Beliefs v. Faith
Alexander Liss
Beliefs are a foundation of logical
constructions and consequent decisions. People often become emotional, when
their beliefs are challenged, because their past decisions are challenged this
way.
Years ago, mathematicians learnt to clearly
formulate a set of beliefs, on which they based their logical constructions.
This brought substantial flexibility of thinking and created an environment,
where discussions could be made on a firm common base.
Eventually, the same approach was adopted
by sciences.
This is why scientific discussions are
relatively cool and civilized, while, for example, political discussions are
rude and excessively emotional.
This extraction and formal description of
the system of beliefs, on which one bases logical conclusions and decisions, allowed seeing the way beliefs are shifting in
real life.
New
realities bring new set of beliefs. This is how the mind adapts to new
realities.
Shifting of the system of beliefs in the
middle of the creation of a logical construction is dangerous: a combination of
beliefs, which contradict each other, allows one to arrive to any logical
conclusion.
Hence, mathematicians and scientists
benefit from explicit stating of the set of beliefs on which they base a
particular logical construction.
Such
extraction of the set of beliefs and analysis of it on absence of obvious
logical contradictions is a difficult work. Hence, often, this is not achieved
beyond mathematics and sciences. However, even limited attempts to formulate
clearly a system of beliefs in a particular area benefit discussions in this
area and help avoiding logical loops and baseless fantasies.
Contrary
to beliefs, articles of faith carry logical contradiction. They have an
internal logical contradiction and they contradict current perception of
reality. Articles of faith cannot be used in any logical construction.
While
beliefs are corner stones used in logical construction and different logical
constructions could use different systems of beliefs, faith is a tool of
demolition of rigid logical constructions, which get on the way of efficient
decision making in changing reality.
Any
system of beliefs at some moment becomes outdated - decisions made based on it
become contradicting reality. In other words, it becomes insane, if it is not
changed in time.
Mathematicians
and scientists found a convenient way around this problem. They provide logical
constructions with explicitly defined "adaptation elements". These
"adaptation elements" are systems of beliefs, on which these
constructions are based. Actual adaptation - the choice of an appropriate in a
situation system of beliefs, is left to a user of these logical constructions.
Neither
mathematics nor science delivers a single decision. Their user has to make
every single one.
To
do this efficiently, the user has to have many different tools. Faith, as a
demolition tool, is an essential one among them.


### Task requirements:
Nothing in the data below may be left out; return all of it exactly.

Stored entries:
################
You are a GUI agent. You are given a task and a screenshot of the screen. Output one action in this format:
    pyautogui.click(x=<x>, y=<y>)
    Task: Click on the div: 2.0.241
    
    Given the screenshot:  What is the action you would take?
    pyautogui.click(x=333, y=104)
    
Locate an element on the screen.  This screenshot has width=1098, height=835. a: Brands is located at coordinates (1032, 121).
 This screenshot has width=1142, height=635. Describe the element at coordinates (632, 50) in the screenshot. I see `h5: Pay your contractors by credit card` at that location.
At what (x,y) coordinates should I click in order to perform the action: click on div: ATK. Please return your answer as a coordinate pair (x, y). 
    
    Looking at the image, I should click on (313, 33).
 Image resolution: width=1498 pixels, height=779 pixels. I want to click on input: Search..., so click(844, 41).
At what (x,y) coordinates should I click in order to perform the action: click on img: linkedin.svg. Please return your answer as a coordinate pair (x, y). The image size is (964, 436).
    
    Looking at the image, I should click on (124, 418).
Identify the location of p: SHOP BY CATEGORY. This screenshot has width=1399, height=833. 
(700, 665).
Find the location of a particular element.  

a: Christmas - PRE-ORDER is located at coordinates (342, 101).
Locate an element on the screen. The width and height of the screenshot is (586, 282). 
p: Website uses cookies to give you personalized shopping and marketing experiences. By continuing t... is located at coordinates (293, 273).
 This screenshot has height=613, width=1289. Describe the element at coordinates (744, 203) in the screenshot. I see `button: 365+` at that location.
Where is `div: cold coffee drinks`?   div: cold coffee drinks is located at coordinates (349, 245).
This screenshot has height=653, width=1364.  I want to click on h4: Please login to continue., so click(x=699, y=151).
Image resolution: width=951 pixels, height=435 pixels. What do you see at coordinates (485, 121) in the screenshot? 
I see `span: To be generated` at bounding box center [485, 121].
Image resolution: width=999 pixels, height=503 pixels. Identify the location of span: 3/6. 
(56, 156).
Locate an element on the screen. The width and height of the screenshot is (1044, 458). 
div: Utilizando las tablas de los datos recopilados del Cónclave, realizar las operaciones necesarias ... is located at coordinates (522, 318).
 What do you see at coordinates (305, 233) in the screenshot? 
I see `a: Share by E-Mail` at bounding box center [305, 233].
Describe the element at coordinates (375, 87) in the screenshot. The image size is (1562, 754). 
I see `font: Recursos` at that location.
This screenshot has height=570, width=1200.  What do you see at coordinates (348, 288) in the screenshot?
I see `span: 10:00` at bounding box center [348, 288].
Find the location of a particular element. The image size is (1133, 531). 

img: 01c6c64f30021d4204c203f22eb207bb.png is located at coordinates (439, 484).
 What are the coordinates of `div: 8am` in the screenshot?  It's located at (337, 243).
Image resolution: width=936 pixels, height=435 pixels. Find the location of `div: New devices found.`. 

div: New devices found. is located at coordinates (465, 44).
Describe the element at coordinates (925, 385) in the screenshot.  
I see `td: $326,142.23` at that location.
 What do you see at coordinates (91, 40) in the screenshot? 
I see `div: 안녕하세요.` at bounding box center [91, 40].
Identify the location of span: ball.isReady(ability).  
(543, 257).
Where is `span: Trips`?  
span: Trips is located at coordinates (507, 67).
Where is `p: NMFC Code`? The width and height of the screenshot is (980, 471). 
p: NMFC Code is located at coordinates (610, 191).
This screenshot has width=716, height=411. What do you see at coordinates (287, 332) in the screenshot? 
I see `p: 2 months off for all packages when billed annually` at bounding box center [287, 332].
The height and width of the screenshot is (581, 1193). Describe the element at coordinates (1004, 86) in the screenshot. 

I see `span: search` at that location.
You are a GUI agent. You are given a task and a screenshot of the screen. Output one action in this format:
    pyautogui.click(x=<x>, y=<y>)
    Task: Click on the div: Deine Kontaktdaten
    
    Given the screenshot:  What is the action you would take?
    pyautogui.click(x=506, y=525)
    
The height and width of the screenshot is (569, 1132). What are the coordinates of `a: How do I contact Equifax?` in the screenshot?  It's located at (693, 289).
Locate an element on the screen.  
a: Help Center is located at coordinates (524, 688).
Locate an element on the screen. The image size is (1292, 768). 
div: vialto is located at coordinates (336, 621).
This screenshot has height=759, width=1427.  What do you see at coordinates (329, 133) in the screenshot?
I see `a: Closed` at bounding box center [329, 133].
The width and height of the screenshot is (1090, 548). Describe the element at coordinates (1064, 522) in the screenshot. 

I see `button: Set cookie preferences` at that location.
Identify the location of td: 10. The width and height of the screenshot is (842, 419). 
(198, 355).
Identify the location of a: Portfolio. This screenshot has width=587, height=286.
################
### Result of this exercise:
You are a GUI agent. You are given a task and a screenshot of the screen. Output one action in this format:
    pyautogui.click(x=<x>, y=<y>)
    Task: Click on the div: 2.0.241
    
    Given the screenshot:  What is the action you would take?
    pyautogui.click(x=333, y=104)
    
Locate an element on the screen.  This screenshot has width=1098, height=835. a: Brands is located at coordinates (1032, 121).
 This screenshot has width=1142, height=635. Describe the element at coordinates (632, 50) in the screenshot. I see `h5: Pay your contractors by credit card` at that location.
At what (x,y) coordinates should I click in order to perform the action: click on div: ATK. Please return your answer as a coordinate pair (x, y). 
    
    Looking at the image, I should click on (313, 33).
 Image resolution: width=1498 pixels, height=779 pixels. I want to click on input: Search..., so click(844, 41).
At what (x,y) coordinates should I click in order to perform the action: click on img: linkedin.svg. Please return your answer as a coordinate pair (x, y). The image size is (964, 436).
    
    Looking at the image, I should click on (124, 418).
Identify the location of p: SHOP BY CATEGORY. This screenshot has width=1399, height=833. 
(700, 665).
Find the location of a particular element.  

a: Christmas - PRE-ORDER is located at coordinates (342, 101).
Locate an element on the screen. The width and height of the screenshot is (586, 282). 
p: Website uses cookies to give you personalized shopping and marketing experiences. By continuing t... is located at coordinates (293, 273).
 This screenshot has height=613, width=1289. Describe the element at coordinates (744, 203) in the screenshot. I see `button: 365+` at that location.
Where is `div: cold coffee drinks`?   div: cold coffee drinks is located at coordinates (349, 245).
This screenshot has height=653, width=1364.  I want to click on h4: Please login to continue., so click(x=699, y=151).
Image resolution: width=951 pixels, height=435 pixels. What do you see at coordinates (485, 121) in the screenshot? 
I see `span: To be generated` at bounding box center [485, 121].
Image resolution: width=999 pixels, height=503 pixels. Identify the location of span: 3/6. 
(56, 156).
Locate an element on the screen. The width and height of the screenshot is (1044, 458). 
div: Utilizando las tablas de los datos recopilados del Cónclave, realizar las operaciones necesarias ... is located at coordinates (522, 318).
 What do you see at coordinates (305, 233) in the screenshot? 
I see `a: Share by E-Mail` at bounding box center [305, 233].
Describe the element at coordinates (375, 87) in the screenshot. The image size is (1562, 754). 
I see `font: Recursos` at that location.
This screenshot has height=570, width=1200.  What do you see at coordinates (348, 288) in the screenshot?
I see `span: 10:00` at bounding box center [348, 288].
Find the location of a particular element. The image size is (1133, 531). 

img: 01c6c64f30021d4204c203f22eb207bb.png is located at coordinates (439, 484).
 What are the coordinates of `div: 8am` in the screenshot?  It's located at (337, 243).
Image resolution: width=936 pixels, height=435 pixels. Find the location of `div: New devices found.`. 

div: New devices found. is located at coordinates (465, 44).
Describe the element at coordinates (925, 385) in the screenshot.  
I see `td: $326,142.23` at that location.
 What do you see at coordinates (91, 40) in the screenshot? 
I see `div: 안녕하세요.` at bounding box center [91, 40].
Identify the location of span: ball.isReady(ability).  
(543, 257).
Where is `span: Trips`?  
span: Trips is located at coordinates (507, 67).
Where is `p: NMFC Code`? The width and height of the screenshot is (980, 471). 
p: NMFC Code is located at coordinates (610, 191).
This screenshot has width=716, height=411. What do you see at coordinates (287, 332) in the screenshot? 
I see `p: 2 months off for all packages when billed annually` at bounding box center [287, 332].
The height and width of the screenshot is (581, 1193). Describe the element at coordinates (1004, 86) in the screenshot. 

I see `span: search` at that location.
You are a GUI agent. You are given a task and a screenshot of the screen. Output one action in this format:
    pyautogui.click(x=<x>, y=<y>)
    Task: Click on the div: Deine Kontaktdaten
    
    Given the screenshot:  What is the action you would take?
    pyautogui.click(x=506, y=525)
    
The height and width of the screenshot is (569, 1132). What are the coordinates of `a: How do I contact Equifax?` in the screenshot?  It's located at (693, 289).
Locate an element on the screen.  
a: Help Center is located at coordinates (524, 688).
Locate an element on the screen. The image size is (1292, 768). 
div: vialto is located at coordinates (336, 621).
This screenshot has height=759, width=1427.  What do you see at coordinates (329, 133) in the screenshot?
I see `a: Closed` at bounding box center [329, 133].
The width and height of the screenshot is (1090, 548). Describe the element at coordinates (1064, 522) in the screenshot. 

I see `button: Set cookie preferences` at that location.
Identify the location of td: 10. The width and height of the screenshot is (842, 419). 
(198, 355).
Identify the location of a: Portfolio. This screenshot has width=587, height=286.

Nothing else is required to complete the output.